Monday, July 28, 2014

Corey Robin April 30th on his own site.
Yousef Mounayyer wonders why, in the recent media debate over whether Israel is an apartheid state, Palestinian voices have been so conspicuously absent. In his history of the slave market in the antebellum South, Harvard historian Walter Johnson provides an answer. “One of the most durable paradoxes of white supremacy,” writes Johnson, is “the idea that those who are closest to an experience of oppression (in this case, former slaves) are its least credible witnesses.” 
Update (11:50 pm) 
Or perhaps it’s that Palestinians are only useful insofar as they provide “personal testimony.” The larger questions—Is this apartheid?—have to be left to the (non-Arab) experts. “Give us the facts,” as Frederick Douglass’s white patrons told him, “we will take care of the philosophy.”
Today, cross posted at CT
"A Gaza Breviary"
1. One benefit of the carnage in Gaza is that it has given people who’ve never said a word about the carnage in Syria an impetus to say a word about the carnage in Syria.
2. On Friday night, there was a fundraiser for “Friends of the IDF" at a synagogue on the Upper West Side. On Shabbat. Which means cessation, stopping. 
3. “It’s all but inevitable…that civilians will die. A law professor defends Israel’s actions in Gaza.
The list goes to 25. I'd said it included no Palestinian voice, but that's not true; the law professor in the third link above is debating Noura Erakat. The link's to Jadaliyya, probably the first time anyone at CT has linked there, and neither Erakat nor the site are acknowledged.

Another post by Robin answer's an openly fascist argument in The New Republic, written by a 23 year old, but responds to the fascism as such, not the concrete history. To do that takes too much work and grants less credit to the righteousness of the author. Robin argues from ideas about ideas to ideas, all mostly about himself.

The facade of reason and reasonableness in polite, optimistic, self-important left-liberalism, the liberalism of "serious" Anglo-American intellectual life, is falling.  Questions of the Iraq war and ME policy and Israel were treated as distinct, and they still are amongst those choosing now not to focus on Gaza. In the future they are going to be asked why they made that choice.

A stupid post by Jonathan Freedland at the NYR Blog.
note taking/ record keeping. My two comments made it in
Israel could have had peace a long time ago, but liberals have always covered for the actions of those who were less so. Israel was founded on the moral logic of the BNP but closer to the German: Blut und Boden. Zionism is ethnic bigotry.

Liberal Zionism is an oxymoron. If liberals had admitted this to themselves decades ago -admitted that in fact they were not and had no interest in being liberal- they would have been able to think rationally about how to make peace. But they didn't.

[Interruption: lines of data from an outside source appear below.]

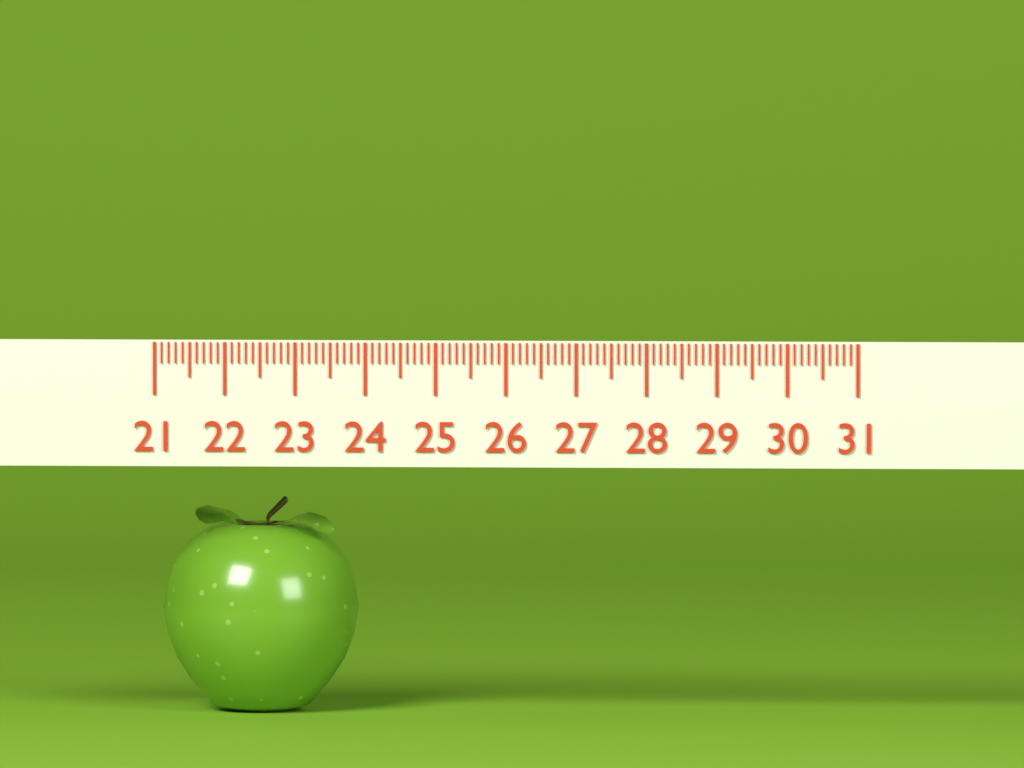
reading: 23.8 (no unit)
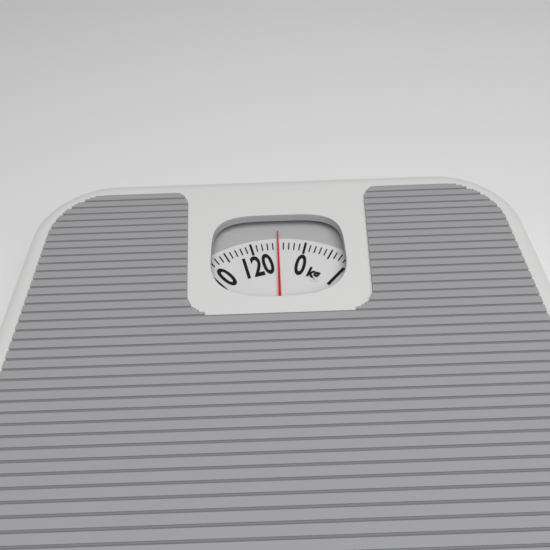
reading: 125 kg
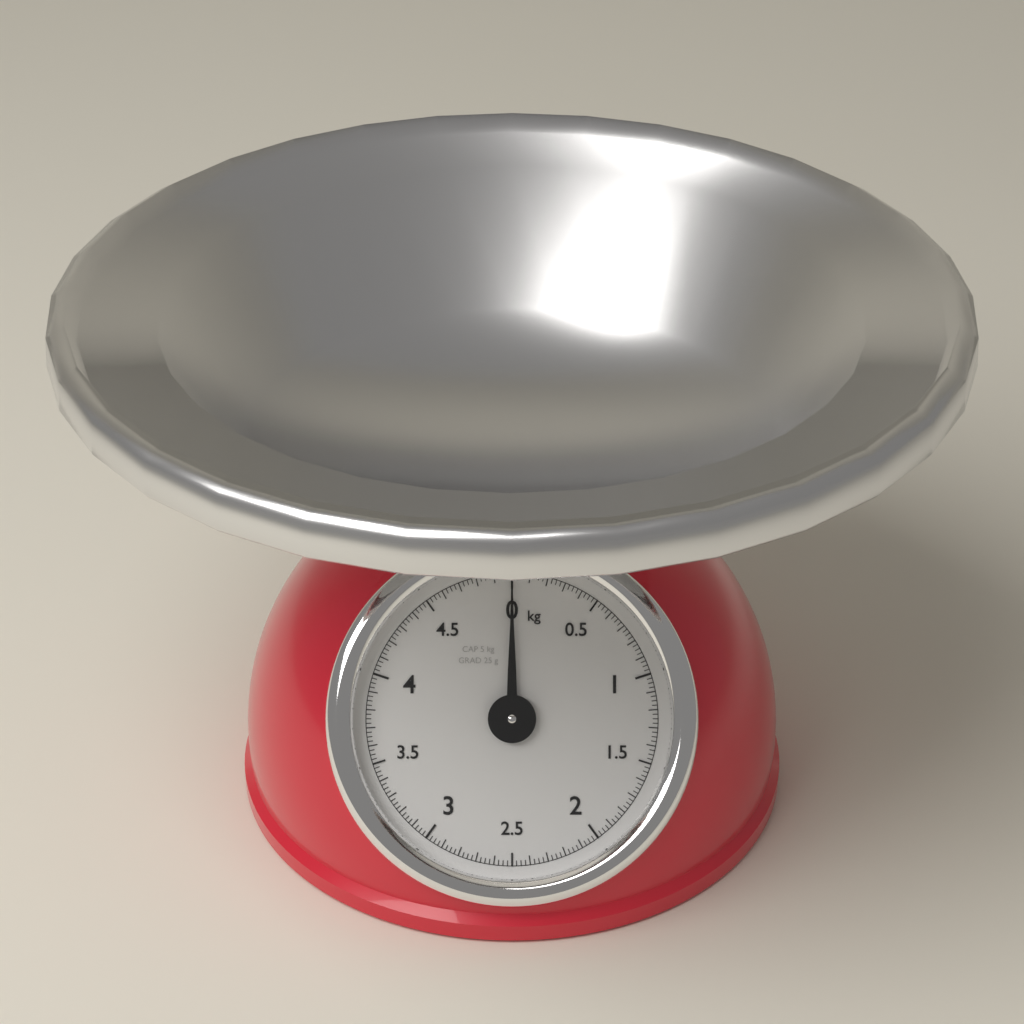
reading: 0.000 kg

I've read the same angry question a dozen times in the past weeks about the rockets out of Gaza: "What country would put up with this!?" Rocks thrown over the prison walls by prisoners whose only crime is being native to their land. And the response comes by way of guided missile systems and F16s. Demands are made that the Palestinians abide by all the restrictions of law but they're offered none of the benefits. The deaths of Palestinians are called "heartbreaking." The deaths of Israelis are called crimes.

"A single state in all of historic Palestine, dominated by Jews but in which Palestinians are deprived of the vote, might be Zionist but it certainly would not be liberal." That is what exists now. Don't pretend otherwise. Half the population of Israel is ruled over by the other, and you worry for the right to self-determination for the rulers. Did you worry this way about the rights of Afrikaners?

This is the last great battle of the era of decolonization; it's not an after-effect or a continuation. And the arguments in the respectable white press haven't changed a bit, It's a pity they didn't have the phrase "concern troll" in 1956
The second just repeats what I repeat, with a new links to Rabbani, and an old link to Helena Cobban.
But as I know– because I was the conduit of one of these threats– threats of lethal violence were sent by the Israelis to any Palestinian “independents” who might be even considering joining a Haniyeh-led government. As a result, none of them did; and the government that Haniyeh ended up forming was 100% Hamas.
A Quaker woman tasked by as messenger of a threat of assassination.

Meshaal is going to be on Charlie Rose again
"We are not fanatics, we are not fundamentalists. We are not actually fighting the Jews because they are Jews per se. We do not fight any other races. We fight the occupiers," he said.
"I'm ready to coexist with the Jews, with the Christians and the Arabs and non-Arabs," he said. "However, I do not coexist with the occupiers."
Pressed on whether Palestinians could recognize the state of Israel as a Jewish state, Meshaal reiterated Hamas' position -- the group does not recognize Israel.
"When we have a Palestinian state then the Palestinian state will decide on its policies. You cannot actually ask me about the future. I answered you," he said.
"But Palestinian people can have their say when they have their own state without occupation."
Hamas changed its charter in 2006. It offered a 10 year truce in 2004, 2006 and again now, rejected every time and ignored.